How to size a portable power station (the simple version)
There are two numbers that matter, and people constantly mix them up:
1. Output / running watts — “can it turn this on?”
This is the inverter rating, measured in watts (W). It must be higher than the combined running watts of everything you plug in at once — and crucially, higher than the surge of any motor-driven device. A fridge that runs at 150 W can spike to 600–800 W for a split second when its compressor kicks in. If your unit's output can't cover that spike, it trips off.
2. Capacity / watt-hours — “how long will it last?”
This is the battery size, measured in watt-hours (Wh).
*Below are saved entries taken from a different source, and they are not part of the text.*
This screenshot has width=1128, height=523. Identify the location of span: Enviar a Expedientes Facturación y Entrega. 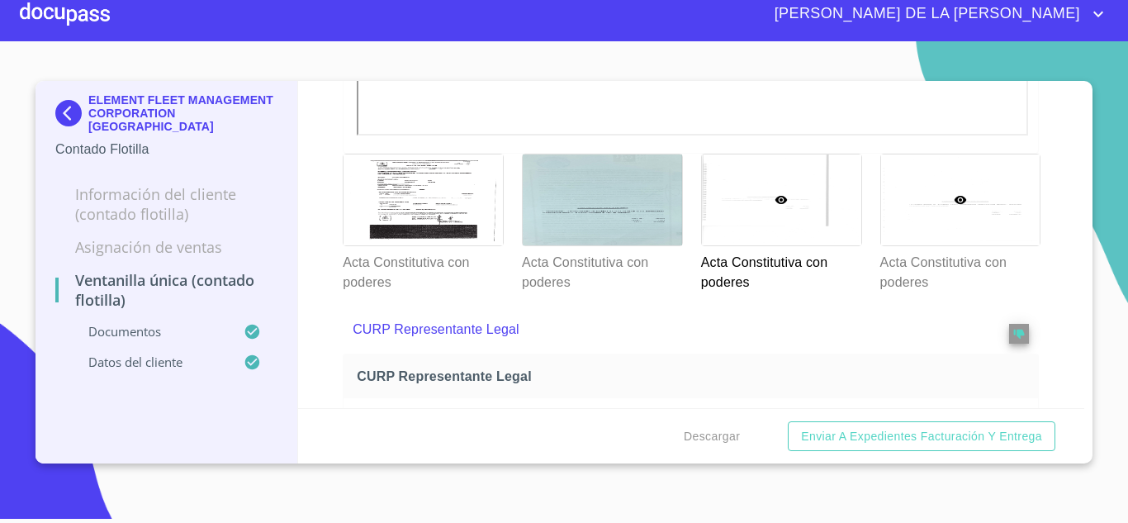
(922, 436).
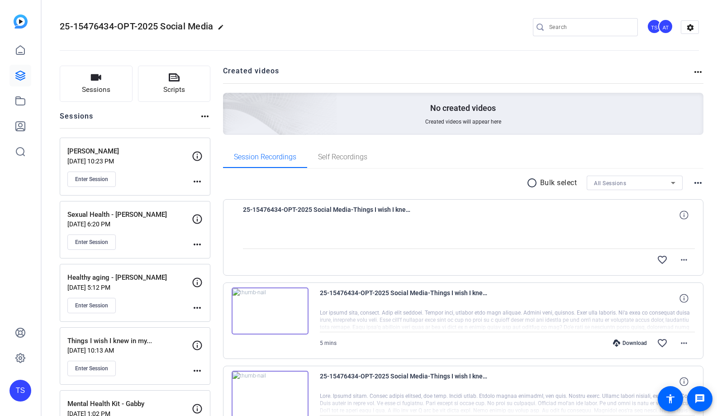 The image size is (717, 416). I want to click on img: blue-gradient.svg, so click(20, 21).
Runtime is simply capacity ÷ device watts, minus losses. A 1000 Wh station running a 100 W device lasts roughly 1000 × 0.85 ÷ 100 ≈ 8.5 hours. The 0.85 accounts for the inverter converting DC battery power to AC — you never get 100% out.
The recipe
Add up each appliance's watts × hours per day to get your daily watt-hours. Divide by 0.85 for losses, then add ~20% headroom so you're not running the battery flat every day (which shortens its life). That's your target capacity. The calculator above does exactly this.
Rough capacity guide
- 150–300 Wh — phones, tablets, a laptop, lights, a CPAP for part of a night.
- 500–1000 Wh — weekend camping, CPAP overnight, a mini-fridge, charging everything.
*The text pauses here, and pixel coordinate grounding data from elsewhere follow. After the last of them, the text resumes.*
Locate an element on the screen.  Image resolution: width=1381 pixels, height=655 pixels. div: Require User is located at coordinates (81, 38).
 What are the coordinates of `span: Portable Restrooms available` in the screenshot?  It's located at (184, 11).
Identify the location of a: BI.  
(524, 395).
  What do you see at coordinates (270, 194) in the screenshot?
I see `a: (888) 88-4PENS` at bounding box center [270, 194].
- 1000–2000 Wh — full-size fridge for many hours, power tools, a small window AC briefly.
- 2000–5000 Wh — home-essentials backup during an outage: fridge + lights + internet + phones for a day or more.
Popular sizing guides
- What can a power station run? — by size, with real examples.
- How long will a power station run a refrigerator? — real-world runtimes by size.
- What size power station to run an air conditioner? — surge math + runtime.
- What size power station for a CPAP machine? — nights of runtime for camping & outages.
- Power station for camping & RV — what size for tent, van, or off-grid.
- Power station vs generator — which to buy, side by side.